All known pterosaurs were carnivorous. Some ate insects, some ate fish, and others ate small land animals like lizards, amphibians, and primitive mammals. A few were filter feeders, similar to flamingoes, which eat brine shrimp.
carnivore
pterodactyl was NOT a dinosaur it was from a group of flying creatures called pterosaurs it was a carnivore
it was a Pterosaurs (from the Jurassic period) and it was a carnivore (meat-eater) it most likely ate fish
No. Pterosaurs are extinct and humans never met the dinosaurs/pterosaurs.

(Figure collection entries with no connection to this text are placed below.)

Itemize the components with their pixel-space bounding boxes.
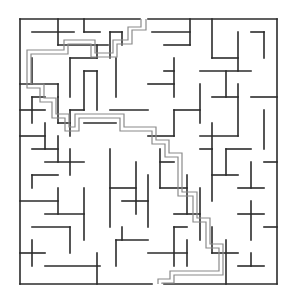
solution-path-line bbox=[27, 19, 219, 284]
maze-svg bbox=[0, 0, 293, 303]
maze-solution-path bbox=[27, 19, 223, 284]
maze-walls bbox=[20, 19, 277, 284]
maze-canvas bbox=[0, 0, 293, 303]
solution-path-line bbox=[31, 19, 223, 284]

Yes, pterosaurs were flying creatures.
Like all pterosaurs, Pterodactylus was a carnivore, not an herbivore. Its prey would have been insects, small fish, and small land animals like lizards, amphibians, and primitive mammals.

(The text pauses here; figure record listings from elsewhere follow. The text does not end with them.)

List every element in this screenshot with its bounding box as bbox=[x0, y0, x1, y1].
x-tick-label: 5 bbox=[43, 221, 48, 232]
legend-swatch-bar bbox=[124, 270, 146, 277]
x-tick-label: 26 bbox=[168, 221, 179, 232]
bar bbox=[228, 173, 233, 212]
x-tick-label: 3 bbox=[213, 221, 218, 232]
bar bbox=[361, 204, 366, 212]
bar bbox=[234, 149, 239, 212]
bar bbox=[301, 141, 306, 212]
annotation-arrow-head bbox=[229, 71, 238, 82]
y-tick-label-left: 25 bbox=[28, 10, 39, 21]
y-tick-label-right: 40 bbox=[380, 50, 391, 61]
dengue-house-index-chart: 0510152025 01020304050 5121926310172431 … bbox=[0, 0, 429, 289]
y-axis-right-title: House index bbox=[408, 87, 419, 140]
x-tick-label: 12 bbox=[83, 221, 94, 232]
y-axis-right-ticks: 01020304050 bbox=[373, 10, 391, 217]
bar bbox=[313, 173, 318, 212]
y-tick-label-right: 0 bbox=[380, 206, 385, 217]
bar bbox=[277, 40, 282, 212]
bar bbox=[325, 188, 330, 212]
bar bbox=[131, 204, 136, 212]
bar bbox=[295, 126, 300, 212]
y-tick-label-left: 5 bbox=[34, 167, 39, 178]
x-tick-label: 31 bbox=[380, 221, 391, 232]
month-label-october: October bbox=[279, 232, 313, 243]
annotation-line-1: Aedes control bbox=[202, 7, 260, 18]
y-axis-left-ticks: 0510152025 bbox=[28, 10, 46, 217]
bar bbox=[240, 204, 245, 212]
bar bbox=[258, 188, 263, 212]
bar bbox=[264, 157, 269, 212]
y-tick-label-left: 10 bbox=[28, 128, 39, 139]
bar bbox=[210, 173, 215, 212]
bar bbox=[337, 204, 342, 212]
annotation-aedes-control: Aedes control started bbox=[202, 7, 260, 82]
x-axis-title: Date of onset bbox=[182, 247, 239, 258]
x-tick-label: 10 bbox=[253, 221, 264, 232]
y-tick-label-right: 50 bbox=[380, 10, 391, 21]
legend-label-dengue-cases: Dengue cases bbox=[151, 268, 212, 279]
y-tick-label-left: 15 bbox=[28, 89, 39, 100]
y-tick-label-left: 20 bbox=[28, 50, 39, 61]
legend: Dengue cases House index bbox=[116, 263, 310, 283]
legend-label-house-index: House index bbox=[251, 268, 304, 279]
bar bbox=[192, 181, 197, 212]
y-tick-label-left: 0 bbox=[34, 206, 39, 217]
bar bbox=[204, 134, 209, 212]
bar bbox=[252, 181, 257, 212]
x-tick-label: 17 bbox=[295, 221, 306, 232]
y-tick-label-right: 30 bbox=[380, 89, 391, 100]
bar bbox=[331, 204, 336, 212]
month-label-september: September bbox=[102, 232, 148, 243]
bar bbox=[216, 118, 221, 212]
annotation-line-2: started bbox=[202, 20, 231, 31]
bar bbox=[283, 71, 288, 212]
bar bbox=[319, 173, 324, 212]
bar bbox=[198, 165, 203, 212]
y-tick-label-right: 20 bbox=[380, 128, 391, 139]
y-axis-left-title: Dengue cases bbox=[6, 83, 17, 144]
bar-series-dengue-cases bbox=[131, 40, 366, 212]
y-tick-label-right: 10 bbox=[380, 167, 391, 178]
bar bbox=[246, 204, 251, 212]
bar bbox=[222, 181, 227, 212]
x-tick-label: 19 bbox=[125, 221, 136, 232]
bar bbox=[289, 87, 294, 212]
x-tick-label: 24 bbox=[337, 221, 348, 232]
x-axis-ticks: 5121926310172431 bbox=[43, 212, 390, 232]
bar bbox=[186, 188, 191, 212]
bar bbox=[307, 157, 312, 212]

All known pterosaurs were carnivores. There is no evidence that any pterosaurs ate any plants at all, and thus it is safe to say that at least most, if not all pterosaurs were hypercarnivorous.
Herbivores. The brontosaurus and brachiasaurus were herbivores.
no
The only known reptiles to have evolved powered flight were pterosaurs. Thus, all pterosaurs were flying reptiles and all flying reptiles are pterosaurs.
They are pterodactyls.
Pterodactylus was a pterosaur, and pterosaurs were archosaurs. All pterosaurs died out 65.5 million years ago. Other types of archosaurs include crocodillians, the dinosaurs, and the birds, which evolved from dinosaurs. The pterosaurs were more closely related to the dinosaurs than they were to crocodillians, so the closest living relatives of pterosaurs are the birds. All birds are equally related to pterosaurs.
Yes. Dinosaurs and pterosaurs were both archosaurs, a branch that also include crocodilians.